It is good to have an end to journey towards; but it is the journey that matters, in the end.
Ursula K. Le GuinRead
Now they came back to him, on this night he was seventeen years old. All the years and places of his brief broken life came within mind's reach and made a whole again. He knew once more, at last, after this long, bitter, waisted time, who he was and where he was. But where he must go in the years to come, that he could not see; and he feared to see it.
Interpretation
The quote reflects on a moment of self-discovery and contemplation of one's past and uncertain future.
In this poignant reflection, the speaker, now seventeen, revisits the memories of his tumultuous life, experiencing a profound clarity about his identity and existence. Despite the regeneration of his past experiences into a cohesive understanding, he struggles with the unknown journey ahead, revealing a deep fear of the future and the challenges it might bring.
In practice
During a graduation speech to reflect on the past and look towards the future.

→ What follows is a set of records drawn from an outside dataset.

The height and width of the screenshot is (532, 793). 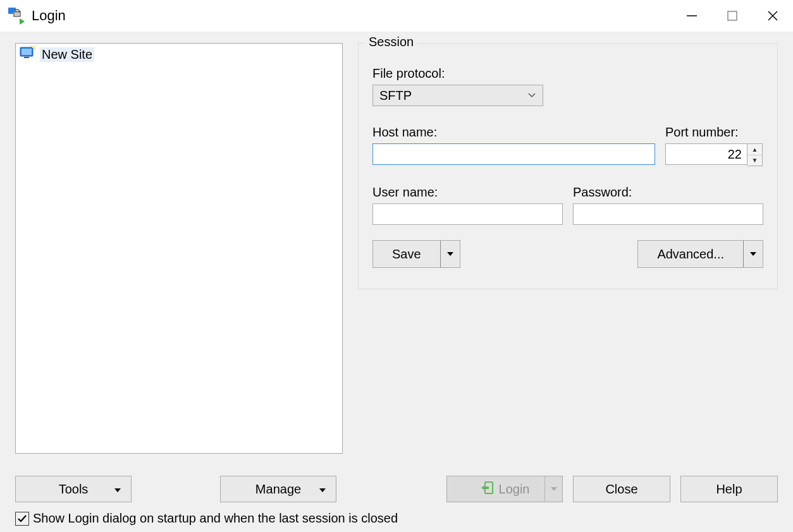 I want to click on titlebar: Login, so click(x=396, y=16). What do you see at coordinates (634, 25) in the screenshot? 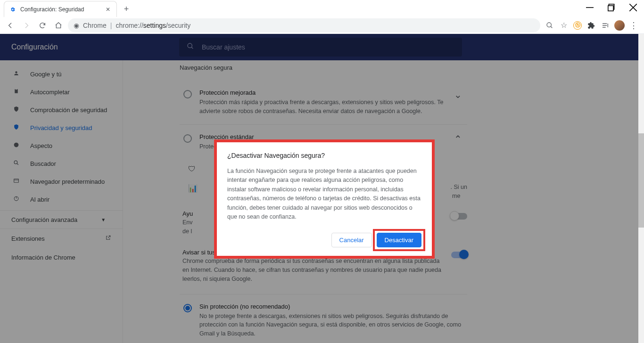
I see `menu-button: ⋮` at bounding box center [634, 25].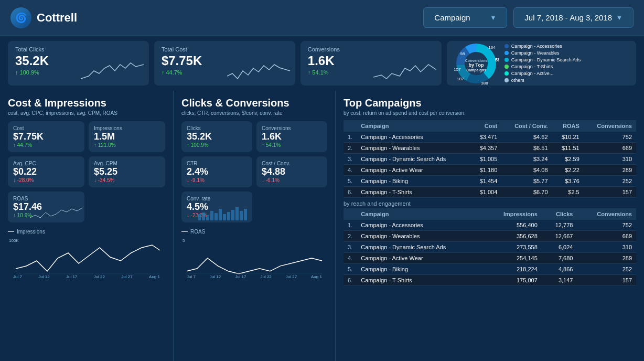 The width and height of the screenshot is (644, 361). I want to click on row-conversions: 252, so click(610, 182).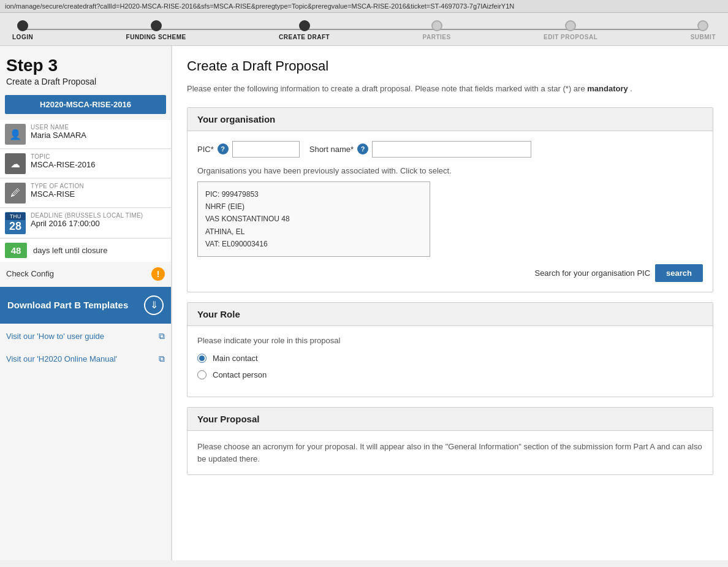  Describe the element at coordinates (86, 104) in the screenshot. I see `call-id-box: H2020-MSCA-RISE-2016` at that location.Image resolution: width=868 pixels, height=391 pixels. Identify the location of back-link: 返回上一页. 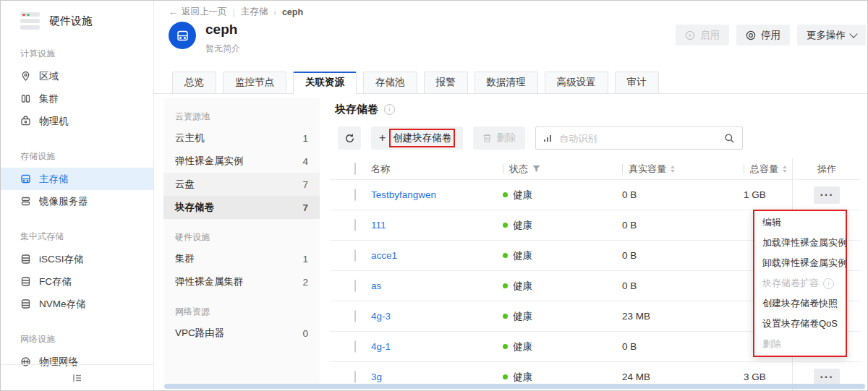
(198, 12).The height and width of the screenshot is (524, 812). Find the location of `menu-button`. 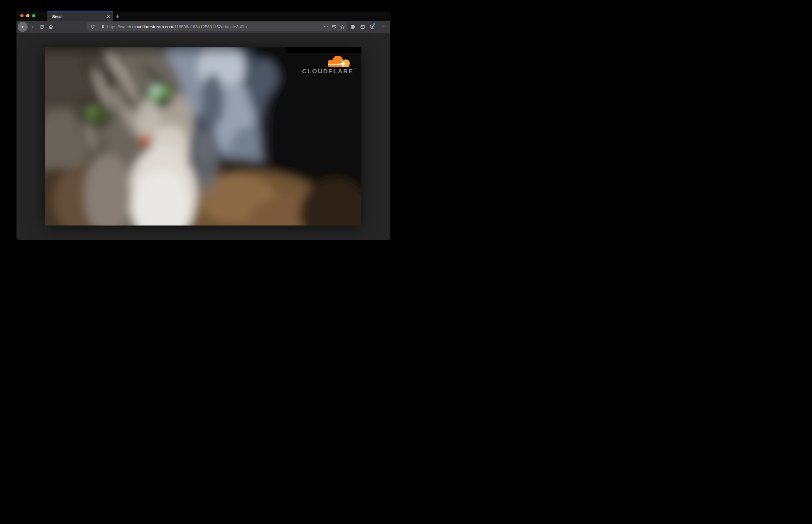

menu-button is located at coordinates (384, 27).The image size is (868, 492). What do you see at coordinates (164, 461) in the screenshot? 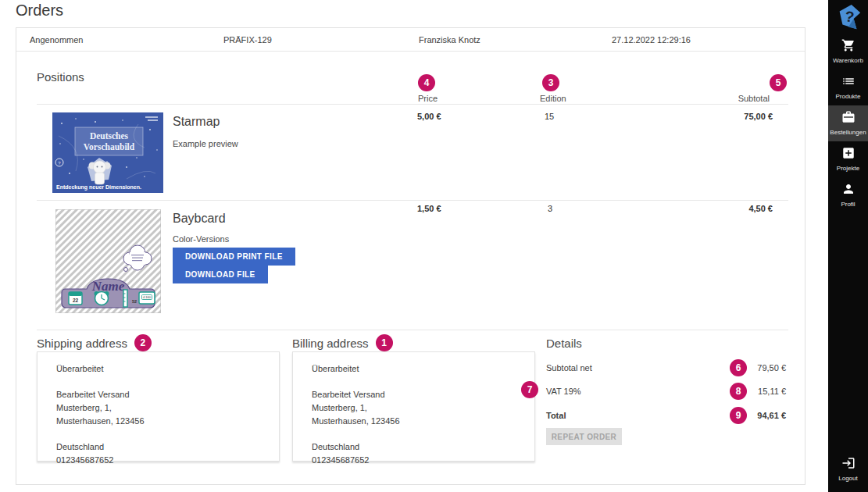
I see `shipping-phone: 012345687652` at bounding box center [164, 461].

It is good to have an end to journey towards; but it is the journey that matters, in the end.
In reading a novel, any novel, we have to know perfectly well that the whole thing is nonsense, and then, while reading, believe every word of it. Finally, when we're done with it, we may find - if it's a good novel - that we're a bit different from what we were before we read it, that we have changed a little... But it's very hard to say just what we learned, how we were changed.

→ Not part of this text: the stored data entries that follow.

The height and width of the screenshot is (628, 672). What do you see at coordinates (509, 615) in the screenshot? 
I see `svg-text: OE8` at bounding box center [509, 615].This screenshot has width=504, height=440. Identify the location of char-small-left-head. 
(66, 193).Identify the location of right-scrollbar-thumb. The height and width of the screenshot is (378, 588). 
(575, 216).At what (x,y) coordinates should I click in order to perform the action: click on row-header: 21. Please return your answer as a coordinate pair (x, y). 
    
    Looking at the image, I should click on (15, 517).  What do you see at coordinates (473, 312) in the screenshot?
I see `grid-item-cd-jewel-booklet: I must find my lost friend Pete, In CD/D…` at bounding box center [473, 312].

Reason is a faculty far larger than mere objective force. When either the political or the scientific discourse announces itself as the voice of reason, it is playing God, and should be spanked and stood in the corner.

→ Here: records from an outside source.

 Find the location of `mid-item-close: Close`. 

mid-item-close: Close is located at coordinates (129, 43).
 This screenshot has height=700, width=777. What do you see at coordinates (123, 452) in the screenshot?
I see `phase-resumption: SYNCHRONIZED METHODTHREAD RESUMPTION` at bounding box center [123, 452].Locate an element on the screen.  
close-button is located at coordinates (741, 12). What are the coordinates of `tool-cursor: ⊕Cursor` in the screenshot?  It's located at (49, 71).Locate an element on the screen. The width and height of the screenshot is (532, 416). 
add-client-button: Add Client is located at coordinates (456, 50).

The only thing that makes life possible is permanent, intolerable uncertainty; not knowing what comes next.
We read books to find out who we are. What other people, real or imaginary, do and think and feel... is an essential guide to our understanding of what we ourselves are and may become.
When he found that the administrators were upset, he laughed. “Do they expect students not to be anarchists?” he said. “What else can the young be? When you are on the bottom, you must organize from the bottom up
The problem was money and the indignities of life without it. Every stroller, cell phone, Yankees cap, and SUV he saw was a torment. He wasn't covetous, he wasn't envious. But without money he was hardly a man.
If you become restless, speed up. If you become winded, slow down. You climb the mountain in an equilibrium between restlessness and exhaustion.
When I look at my daily schedule, I feel like a trout flopping about on a dock, drowning in the air. Some people are ruthless with their schedules. Not me. I wing it.
Why should all life be work, when we all can borrow. Let's think only of today, and not worry about tomorrow.
Life without commitment is not worth living.
Tell them I've had a wonderful life.